Ntuli-Zuma to sue NPA and Hawks

Nompumelelo Ntuli-Zuma
Nompumelelo Ntuli-Zuma

Former president Jacob Zuma's estranged wife Nompumelelo Ntuli-Zuma says she will sue the NPA and the Hawks for malicious prosecution for identifying her as a suspect in the attempted poisoning of her husband for five years, without having any real evidence against her.

Her pending litigation will force both the Hawks and the NPA to disclose the evidence they used to justify their decision to identify her as a suspect, potentially uncovering the role played by the State Security Agency in pursuing the poisoning plot investigation.

Ntuli-Zuma claims she was subjected to lie detector tests, and interrogated for hours for days on end, by Hawks and Intelligence officials.

"They would tell me to rest in the middle of the night, and then come back three hours later and then another one would come and ask me questions".

Speaking to Sowetan sister publication Business Day yesterday, Ntuli-Zuma's attorney Ulrich Roux said he was convinced that the Hawks and the NPA - then under the leadership of Advocate Shaun Abrahams - were "undoubtedly" driven by "severe political pressure" in pursuing her.

 

Abrahams has told Business Day that there was evidence that Zuma was poisoned in 2014, but KZN Director of Public Prosecutions Elaine Zungu found that there was no proof that showed he had actually been poisoned.

Ntuli-Zuma tearfully described to Business Day how her life had been "destroyed" after Zuma confronted her with a series of accusations written on a piece of paper in 2014 which included claims that she'd been in contact with a foreign intelligence agent, had an affair with her bodyguard, had received money in a Mauritian bank account and had poisoned his tea.

"I told him that I don't know anything about these allegations. I had never made tea and poisoned it. I never slept with my bodyguard... I've never been to Mauritius..."

She said she was deeply traumatised by being accused of attempted murder by Zuma, who she believed loved her and believed in her.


→ **YOUR TASK**
Only the pictures stay out; please return all the entries below exactly as written.

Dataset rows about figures
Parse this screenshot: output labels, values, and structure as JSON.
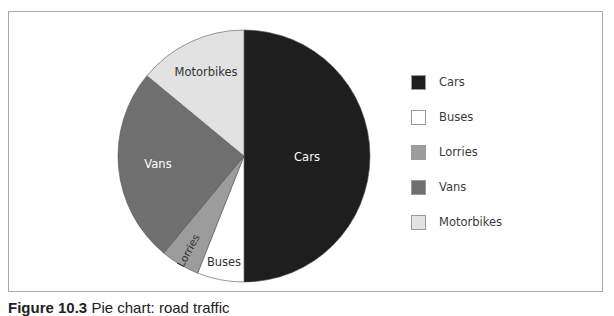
{
  "chart_data": {
    "type": "pie",
    "title": "",
    "categories": [
      "Cars",
      "Buses",
      "Lorries",
      "Vans",
      "Motorbikes"
    ],
    "values": [
      50,
      6,
      5,
      25,
      14
    ],
    "unit": "percent (estimated from slice angles)",
    "colors": [
      "#1e1e1e",
      "#ffffff",
      "#9c9c9c",
      "#6f6f6f",
      "#e2e2e2"
    ],
    "start_angle_deg": 0,
    "direction": "clockwise",
    "slice_labels": [
      "Cars",
      "Buses",
      "Lorries",
      "Vans",
      "Motorbikes"
    ],
    "legend": {
      "position": "right",
      "entries": [
        "Cars",
        "Buses",
        "Lorries",
        "Vans",
        "Motorbikes"
      ]
    }
  },
  "caption": {
    "number": "Figure 10.3",
    "text": "Pie chart: road traffic"
  }
}
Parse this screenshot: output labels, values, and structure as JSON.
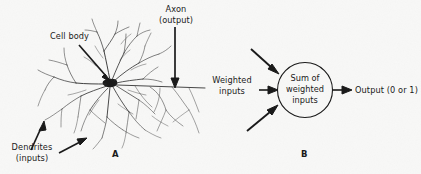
{
  "figure": {
    "width": 421,
    "height": 174,
    "background_color": "#f8f8f7",
    "ink_color": "#1a1a1a"
  },
  "panel_a": {
    "letter": "A",
    "labels": {
      "cell_body": "Cell body",
      "axon_line1": "Axon",
      "axon_line2": "(output)",
      "dendrites_line1": "Dendrites",
      "dendrites_line2": "(inputs)"
    }
  },
  "panel_b": {
    "letter": "B",
    "labels": {
      "weighted_inputs_line1": "Weighted",
      "weighted_inputs_line2": "inputs",
      "node_line1": "Sum of",
      "node_line2": "weighted",
      "node_line3": "inputs",
      "output": "Output (0 or 1)"
    }
  }
}
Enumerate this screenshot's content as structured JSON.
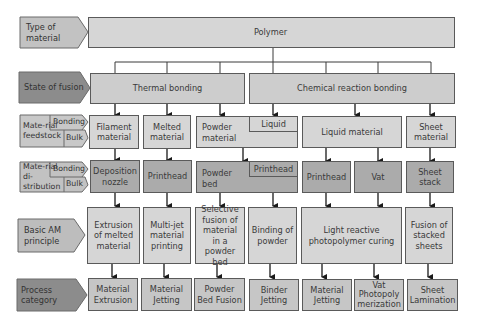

→ **COMPLETED TASK**
Parse this screenshot: output labels, values, and structure as JSON.
{
  "chart_data": {
    "type": "pie",
    "title": "",
    "categories": [
      "Cars",
      "Buses",
      "Lorries",
      "Vans",
      "Motorbikes"
    ],
    "values": [
      50,
      6,
      5,
      25,
      14
    ],
    "unit": "percent (estimated from slice angles)",
    "colors": [
      "#1e1e1e",
      "#ffffff",
      "#9c9c9c",
      "#6f6f6f",
      "#e2e2e2"
    ],
    "start_angle_deg": 0,
    "direction": "clockwise",
    "slice_labels": [
      "Cars",
      "Buses",
      "Lorries",
      "Vans",
      "Motorbikes"
    ],
    "legend": {
      "position": "right",
      "entries": [
        "Cars",
        "Buses",
        "Lorries",
        "Vans",
        "Motorbikes"
      ]
    }
  },
  "caption": {
    "number": "Figure 10.3",
    "text": "Pie chart: road traffic"
  }
}
Parse this screenshot: output labels, values, and structure as JSON.
{
  "figure": {
    "width": 421,
    "height": 174,
    "background_color": "#f8f8f7",
    "ink_color": "#1a1a1a"
  },
  "panel_a": {
    "letter": "A",
    "labels": {
      "cell_body": "Cell body",
      "axon_line1": "Axon",
      "axon_line2": "(output)",
      "dendrites_line1": "Dendrites",
      "dendrites_line2": "(inputs)"
    }
  },
  "panel_b": {
    "letter": "B",
    "labels": {
      "weighted_inputs_line1": "Weighted",
      "weighted_inputs_line2": "inputs",
      "node_line1": "Sum of",
      "node_line2": "weighted",
      "node_line3": "inputs",
      "output": "Output (0 or 1)"
    }
  }
}
Enumerate this screenshot's content as structured JSON.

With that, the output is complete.